Gripping yet light-hearted, this memoir tells the story of Cynthia Kaplan Shamash’s journey from childhood in Iraq to adulthood as a practicing dentist in New York.
Shamash infuses her tale with emotion but never loses the facts of her experience in the whirlwind of her flight to Turkey, reunion with family in Israel, isolation in the Netherlands, education in England, and finally the possibility of a new beginning in New York. The anecdotes from Shamash’s Iraqi childhood are unique and touching, but the good cannot outweigh the discrimination and hostility toward Jews that eventually touch her family through her father’s forced resignation from his job with a major accounting firm and the family’s struggle to leave Iraq that at one point lands them all in jail. Finally free, outside Iraq, such nostalgia is insufficient to sustain them as a family, and — as the title suggests — they become strangers in a new land. Shamash struggles with isolation and confusion in school; her parents contend with caseworkers who help yet judge their differences and language barriers that block possibilities for advancement in a culturally liberated Western society.

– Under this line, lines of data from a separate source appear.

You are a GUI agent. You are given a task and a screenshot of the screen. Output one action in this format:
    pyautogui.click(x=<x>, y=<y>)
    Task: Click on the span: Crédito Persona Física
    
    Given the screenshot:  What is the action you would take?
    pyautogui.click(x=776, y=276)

Shamash’s writing beautifully communicates the confusion, imagination, and resilience that she experienced as a child from the trauma, displacement, and possibility of immigration, all caused by anti-Semitism. She weaves her story so well that the reader truly feels what the author has lived. It is only at the end of her tale that one must reckon with the impacts of poverty and instability on Shamash and her family and acknowledge the courage they all have shown in building new lives in unfamiliar places. The story moves quickly, so that there is much for a reader to absorb — perhaps too much — but then Shamash holds the events and the emotion so expertly in sync that the power of the story is enhanced rather than lessened by the fast pace.
For its writing, its coherence, and its energy, this memoir is worth reading. Shamash achieves the right balance in tone, so serious topics and optimism coexist. There are moments of gravity but also entertainment in this universal tale of immigration and redemption. Readers will enjoy this exceedingly well-written story, and might also begin to empathize with immigrants among us, who have, like Shamash and her family, become strangers in their new homes.